Tuesday, February 19, 2013

Bilby: Part Two

The Teleoperable Ovoid Machine known to itself as Bilby was, to put it idiomatically, in somewhat of a pickle. To put it literally, Bilby--a very smart and very lonely little pearl boulder of a robot--was currently trapped within the dreaded Stapledon Box, and it (he?) had only seconds--milliseconds, really--to cogitate on a viable method of escape before an untimely, unpleasant, and wholly unwarranted neural death. You see, Bilby, on its quest for a friend in the empty wastes of the distant future, had been trapped by a Super Human Intelligence, and currently that ShI was employing a pair of electronegativity cutters to slice through Bilby's thick armor, straight toward its pea-sized but fantastically impressive brain, which looped around itself in ways that were both impossible and very effective at generating raw cognitive power.

So. A terrifying enemy, a dangerous predicament, a cliffhanger, revisited and recapped. How could Bilby possibly escape? It was a question that was nagging at him with a particular importance. (To underscore this, note that Bilby had devoted nearly 13.39% of its brain to this problem, which may not sound like much, considering the potential for a fatal encounter, but Bilby had never in its existence devoted so much processing power to a single problem, not even when it tried to understand the appeal of toy trains to middle-aged men--now that had been a thorny issue, and not one that even now it considered satisfactorily apprehended, solved, or in any fundamental way understood.)

Then one of Bilby's photon receptors caught a flicker of movement in the far side of the vast underground chamber in which he was trapped. Had help arrived? Bilby zoomed in and recognized the form as life, and intelligent life, but the creature had stopped in an inky shadow, hunched over, with its big, human-like hands on a pair of hairy knees. It was an Uplifted Neo-Ape, with a glass covering over its expanded brain and spiky cooling fins extending from its back. The fins and covering were to prevent the animal's brain from literally melting. The animal watched Bilby struggle within the Stapledon box, picking at one ear with a casual yet determined demeanor. Bilby wondered what the creature expected to locate in its own ear.

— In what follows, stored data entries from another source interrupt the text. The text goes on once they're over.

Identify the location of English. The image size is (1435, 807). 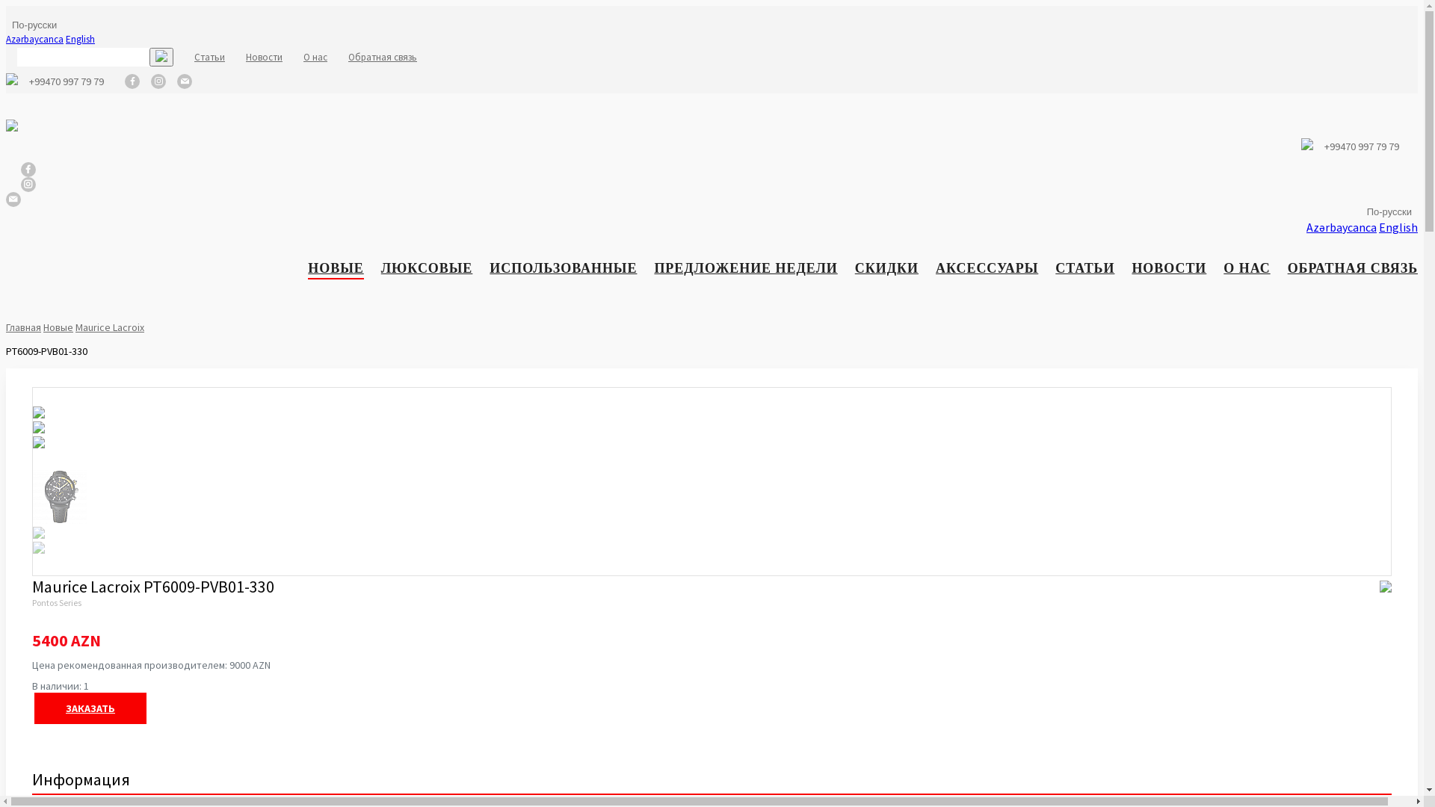
(1398, 227).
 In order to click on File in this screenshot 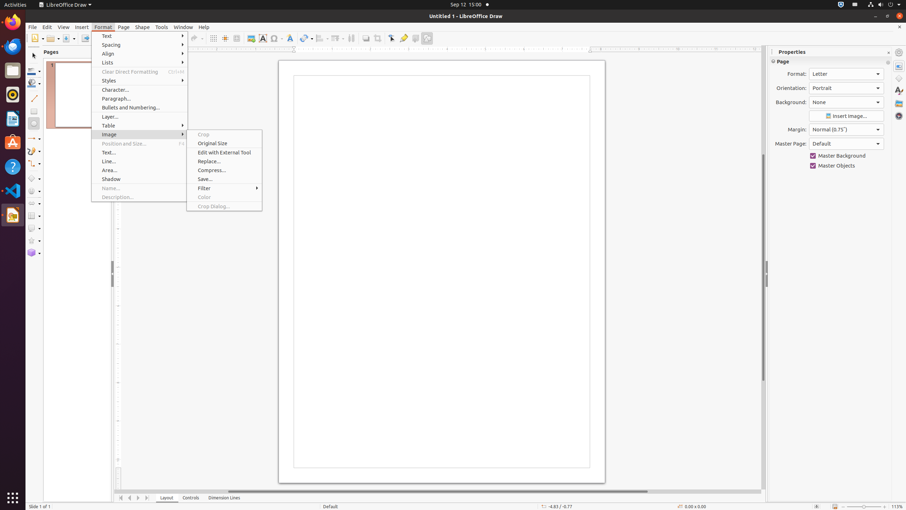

The ShI had been broadcasting its own thoughts and questions this entire time, on every frequency and medium that a robot could send or receive on. Bilby had listened for the first second and then given up, quickly determining that the rampant ShI had nothing of interest or note worth hearing or remembering. Just a lot of nonsense about dark matter, dark energy, the Great God Ulthoth, the Return of the Old Humans, the Jupiter HiveStorm Republic, and on and on. It really was quite in love with the sound/wave/flash of its own cognitive output. Bilby wished it would shut up.

Bilby realized he had about half a nanosecond remaining before the electronegativity cutters penetrated the nano-forged metals and nu-plastics protecting its brain. How long might Bilby surive at that point? A solid question, if not one it had much in answering, for who would it tell and how? No. This was really enough of this. Bilby instigated his self-destruct sequence.

Immediately, the cutters cut off and retreated, and the Super Human Intelligence, like a fog of particulate matter, retreated to the far side of the cavern. It oozed into a grate and disappeared. It was gone. The chamber, with its vast spires of crystalline and semi-organic (and now ossified) computers, was both still and silent.

The Neo-Ape removed its forefinger from deep within the cavern of its right ear. It inspected the resulting waxy material, sniffed.

Bilby formed a vocalizing apparatus, decided on a voice (male, human, gravely) and said, "Hey, you there. With your finger out of your ear, perhaps you could help me out of this box?"